Viaplay agrees €142m sale of Dutch business to DPG Media

Nike Ordem 5 ball. Football player in Puma boots shoots the Official Premier League Ball. Viaplay
Viaplay to sell Dutch arm. Editorial credit: Oleksandr Osipov / Shutterstock.com

DPG Media’s Videoland gains live sport for the first time, absorbing Viaplay’s Dutch business and its rights portfolio for €142m

Viaplay Group has agreed to sell its Dutch streaming and broadcasting business to Videoland, the platform owned by DPG Media, for €142m ($162m) on a cash and debt-free basis. The transaction is pending regulatory clearance and consent from Viaplay’s lenders, with completion expected in the coming months.

Viaplay Group. Image credit: LinkedIn
Viaplay Group. Image credit: LinkedIn

The deal represents the first move into live sport for DPG Media, after its Videoland platform has built its reputation on entertainment and Dutch-language productions, and the acquisition gives the platform a ready-made sports rights portfolio. DPG Media has described the expansion into live sport as a long-standing ambition for the business.

DPG Media is one of the largest media groups in the Benelux region, with newspaper, broadcast and streaming interests across Belgium and the Netherlands. 

Adding live sport to Videoland fits a broader push to make the platform a fuller alternative to international streaming services, combining entertainment, Dutch-language originals and now major sports rights under one subscription.

Premier League and F1 headline the rights portfolio

The rights transferring to Videoland include Premier League football in the Netherlands, the Bundesliga, Formula 1 and PDC darts, along with the rest of Viaplay Netherlands’ sports programming.

For a platform with no prior live sport offering of note, it is a big addition to the schedule, arriving with an established Dutch sports audience already in place.

The contract lengths involved show how firmly Viaplay had committed to the Dutch market when the rights were secured. 

Its Formula 1 agreement runs through 2029, and the Premier League deal extends through the 2027-28 season, both stretching years beyond the point of sale. DPG Media inherits those commitments largely intact, along with the subscriber relationships built around them.

Deal caps a broader financial reset

The sale continues a period of retrenchment for Viaplay, which began when its finances came under severe pressure in 2023, following years of rapid, debt-fuelled international expansion. 

Jorgen Madsen Lindemann, Viaplay CEO
Jorgen Madsen Lindemann, Viaplay. Image credit: LinkedIn

Businesses in the US, UK and Baltic states have already been sold as part of the same correction, and the Dutch disposal follows last year’s acquisition of the remaining 50% of Allente Group and a subsequent refinancing of the wider business.

Group President and CEO Jorgen Madsen Lindemann said: “The sale is in line with our strategic transformation and the priority to focus on the group’s operations in our core Nordic markets, where we have the greatest scale and synergies,” he said. 

“The proceeds of the sale will enable us to accelerate the deleveraging and strengthening of the group’s financial profile.”

Nordic focus continues to sharpen

Viaplay’s Dutch business generated €149m in net sales in 2025, a measure of the scale DPG Media is taking on. 

Viaplay says the sale will not alter its full-year 2026 financial targets or its longer-term ambitions, with the associated transaction and restructuring costs accounted for separately. 

Once the deal closes, Viaplay’s remaining operations will sit almost entirely within the Nordics, alongside a portfolio of TV channels and radio stations in Sweden and Norway.

In late May, Viaplay extended its Nordic rights agreement with the NHL through the 2030-31 season, one of several long-term deals underpinning its home market. 

With the Dutch business now departing, Viaplay’s sports rights presence outside the Nordics has narrowed to almost nothing, leaving the group’s broadcasting strategy concentrated squarely on the region where it started.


**Task prompt:**
Please copy every line from the following entries in which the word "list" appears.

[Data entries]
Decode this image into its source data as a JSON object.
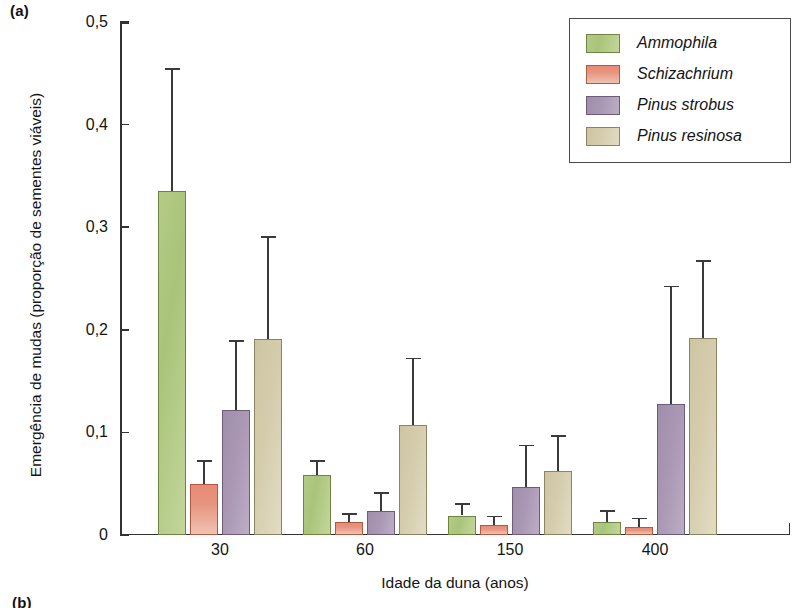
{
  "figure": {
    "panel_a_label": "(a)",
    "panel_b_label": "(b)"
  },
  "chart_data": {
    "type": "bar",
    "title": "",
    "subtitle": "",
    "xlabel": "Idade da duna (anos)",
    "ylabel": "Emergência de mudas (proporção de sementes viáveis)",
    "categories": [
      "30",
      "60",
      "150",
      "400"
    ],
    "ylim": [
      0,
      0.5
    ],
    "yticks": [
      0,
      0.1,
      0.2,
      0.3,
      0.4,
      0.5
    ],
    "ytick_labels": [
      "0",
      "0,1",
      "0,2",
      "0,3",
      "0,4",
      "0,5"
    ],
    "grid": false,
    "legend_position": "top-right",
    "error_bars": "upper-only",
    "series": [
      {
        "name": "Ammophila",
        "color": "#a9c47a",
        "values": [
          0.335,
          0.058,
          0.019,
          0.013
        ],
        "error_upper": [
          0.455,
          0.073,
          0.031,
          0.024
        ]
      },
      {
        "name": "Schizachrium",
        "color": "#e79581",
        "values": [
          0.05,
          0.013,
          0.01,
          0.008
        ],
        "error_upper": [
          0.073,
          0.021,
          0.019,
          0.017
        ]
      },
      {
        "name": "Pinus strobus",
        "color": "#a997b4",
        "values": [
          0.122,
          0.023,
          0.047,
          0.128
        ],
        "error_upper": [
          0.19,
          0.042,
          0.088,
          0.243
        ]
      },
      {
        "name": "Pinus resinosa",
        "color": "#d4ccac",
        "values": [
          0.191,
          0.107,
          0.062,
          0.192
        ],
        "error_upper": [
          0.291,
          0.173,
          0.097,
          0.268
        ]
      }
    ]
  }
}
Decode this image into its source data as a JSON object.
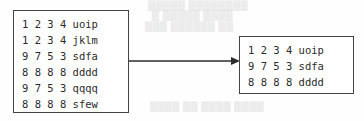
{
  "diagram": {
    "type": "flow",
    "arrow": {
      "name": "flow-arrow",
      "direction": "right",
      "from": "source-box",
      "to": "result-box",
      "color": "#2b2b2b"
    },
    "source_box": {
      "label": "source record list",
      "border_color": "#444444",
      "rows": [
        "1 2 3 4 uoip",
        "1 2 3 4 jklm",
        "9 7 5 3 sdfa",
        "8 8 8 8 dddd",
        "9 7 5 3 qqqq",
        "8 8 8 8 sfew"
      ]
    },
    "result_box": {
      "label": "result record list",
      "border_color": "#444444",
      "rows": [
        "1 2 3 4 uoip",
        "9 7 5 3 sdfa",
        "8 8 8 8 dddd"
      ]
    },
    "background_artifacts": {
      "note": "faint scanned bleed-through text, illegible",
      "lines": [
        "█████ ████████",
        "█ █████ ████",
        "███ ██████ ██",
        "████  ██ ████ ████"
      ]
    }
  }
}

**Solution to this task:**
      "label": "source record list",
      "label": "result record list",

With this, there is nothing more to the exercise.